Just based on interactions in the Lounge and D&D I don't think that's true. I'm very curious to see what it would like with you running a tabletop game or reading a story you've written, especially based off your film criticism. There's a lot that aligns and there's a lot that intrigues.

And even if you were just baking brownies or small woodworking for yourself, in addition to collecting toys, I think it's still the trick to manipulating and retraining the brain shit behind all this.

Especially when you want to talk, spending and anxiety. Obviously the two become a snake eating itself if you're not mindful. And I know we like to joke in the hobby that hey, at least we're not doing hard drugs or drinking, but even the heaviest drinkers I know are not spending what I spend in a week on third party figures. So if we are just talking about a coping mechanism, I bet cases could be made about every vice or hobby.

I just think the trick is having something healthy.

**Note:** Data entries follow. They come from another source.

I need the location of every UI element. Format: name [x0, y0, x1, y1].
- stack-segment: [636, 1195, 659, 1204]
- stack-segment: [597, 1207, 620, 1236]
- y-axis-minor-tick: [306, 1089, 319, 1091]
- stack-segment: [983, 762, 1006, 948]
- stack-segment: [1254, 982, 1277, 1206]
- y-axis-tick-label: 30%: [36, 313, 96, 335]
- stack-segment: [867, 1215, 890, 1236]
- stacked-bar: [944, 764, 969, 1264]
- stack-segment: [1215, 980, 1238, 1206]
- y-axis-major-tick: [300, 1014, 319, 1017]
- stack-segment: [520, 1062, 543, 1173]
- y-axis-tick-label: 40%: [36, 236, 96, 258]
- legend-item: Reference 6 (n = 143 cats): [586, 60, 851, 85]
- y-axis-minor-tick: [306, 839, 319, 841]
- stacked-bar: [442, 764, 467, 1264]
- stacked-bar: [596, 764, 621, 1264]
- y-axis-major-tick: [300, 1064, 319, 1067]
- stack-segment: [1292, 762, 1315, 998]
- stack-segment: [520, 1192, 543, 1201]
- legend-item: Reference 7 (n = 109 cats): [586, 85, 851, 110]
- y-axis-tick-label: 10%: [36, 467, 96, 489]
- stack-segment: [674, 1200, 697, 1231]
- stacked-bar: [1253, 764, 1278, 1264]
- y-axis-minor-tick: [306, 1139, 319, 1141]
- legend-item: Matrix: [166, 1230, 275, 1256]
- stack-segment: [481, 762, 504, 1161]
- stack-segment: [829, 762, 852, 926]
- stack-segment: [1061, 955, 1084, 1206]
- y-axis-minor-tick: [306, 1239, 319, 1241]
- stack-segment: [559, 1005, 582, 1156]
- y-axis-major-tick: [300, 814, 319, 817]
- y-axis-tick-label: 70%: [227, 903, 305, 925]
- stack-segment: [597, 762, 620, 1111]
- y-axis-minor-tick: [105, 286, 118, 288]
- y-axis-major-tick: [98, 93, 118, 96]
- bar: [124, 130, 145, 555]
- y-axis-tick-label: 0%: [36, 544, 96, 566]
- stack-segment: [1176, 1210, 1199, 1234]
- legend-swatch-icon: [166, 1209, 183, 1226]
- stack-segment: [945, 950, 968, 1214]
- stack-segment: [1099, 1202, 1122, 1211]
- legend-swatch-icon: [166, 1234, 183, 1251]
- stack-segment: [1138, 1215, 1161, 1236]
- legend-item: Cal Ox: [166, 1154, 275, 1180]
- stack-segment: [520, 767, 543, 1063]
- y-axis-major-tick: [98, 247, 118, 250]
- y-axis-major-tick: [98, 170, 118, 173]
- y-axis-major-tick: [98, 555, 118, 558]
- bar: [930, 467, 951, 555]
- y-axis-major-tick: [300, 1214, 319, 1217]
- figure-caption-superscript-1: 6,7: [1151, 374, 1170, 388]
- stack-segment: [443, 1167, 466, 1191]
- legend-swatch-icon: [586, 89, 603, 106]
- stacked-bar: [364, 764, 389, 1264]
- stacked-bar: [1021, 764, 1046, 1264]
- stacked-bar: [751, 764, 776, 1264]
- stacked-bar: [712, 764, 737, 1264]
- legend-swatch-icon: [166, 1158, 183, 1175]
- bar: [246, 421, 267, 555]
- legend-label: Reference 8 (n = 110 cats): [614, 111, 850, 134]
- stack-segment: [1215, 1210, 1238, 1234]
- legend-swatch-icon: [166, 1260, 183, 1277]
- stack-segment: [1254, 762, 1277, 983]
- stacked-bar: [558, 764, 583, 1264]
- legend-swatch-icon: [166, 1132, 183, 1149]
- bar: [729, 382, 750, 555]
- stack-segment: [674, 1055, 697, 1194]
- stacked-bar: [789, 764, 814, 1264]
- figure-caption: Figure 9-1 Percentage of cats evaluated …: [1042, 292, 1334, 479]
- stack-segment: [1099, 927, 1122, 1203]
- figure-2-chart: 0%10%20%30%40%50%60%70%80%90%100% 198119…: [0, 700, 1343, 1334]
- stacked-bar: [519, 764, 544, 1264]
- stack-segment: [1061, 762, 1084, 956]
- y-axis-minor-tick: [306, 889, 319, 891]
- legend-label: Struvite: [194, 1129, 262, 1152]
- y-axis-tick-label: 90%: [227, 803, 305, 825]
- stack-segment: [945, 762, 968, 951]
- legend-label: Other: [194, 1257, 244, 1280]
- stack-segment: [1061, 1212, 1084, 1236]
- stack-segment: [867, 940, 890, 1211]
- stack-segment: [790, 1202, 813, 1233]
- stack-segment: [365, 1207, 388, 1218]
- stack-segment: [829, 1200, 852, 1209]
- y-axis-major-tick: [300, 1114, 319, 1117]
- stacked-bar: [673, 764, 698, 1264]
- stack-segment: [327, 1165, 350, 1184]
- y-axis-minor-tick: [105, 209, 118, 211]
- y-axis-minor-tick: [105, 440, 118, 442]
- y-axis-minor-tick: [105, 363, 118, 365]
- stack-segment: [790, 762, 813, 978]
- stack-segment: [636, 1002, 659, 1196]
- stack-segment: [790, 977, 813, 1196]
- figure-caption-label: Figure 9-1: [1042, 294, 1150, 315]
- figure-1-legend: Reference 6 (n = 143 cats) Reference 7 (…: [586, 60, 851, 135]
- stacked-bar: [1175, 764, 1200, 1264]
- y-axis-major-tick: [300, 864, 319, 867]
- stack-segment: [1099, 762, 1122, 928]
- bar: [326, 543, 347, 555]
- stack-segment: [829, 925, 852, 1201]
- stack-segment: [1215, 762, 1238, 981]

That way, even when you feel down, you've still got something tangible to point to. Even dioramas or action figure photography are adding "action" and "achievement" to flip through.

Edit: The flip side of photography even - I know I'm not alone in seeing cool shots and thinking. Yeah I need the army build hand ninjas, too. And then I don't do anything with them. I have to recognise there's no point because I'm not actually going to do that. And that's a step.
 
But alt... what if I'm a talentless hack?
Also!

Not talent.

It's time invested. That is all any of it ever is. Sure, there's a variable ceiling, but I think "talent" is such a gatekeep because it makes people feel like it's something they weren't born with or that they just wouldn't be capable of.

Fuck that. It's time and effort. Everybody can create.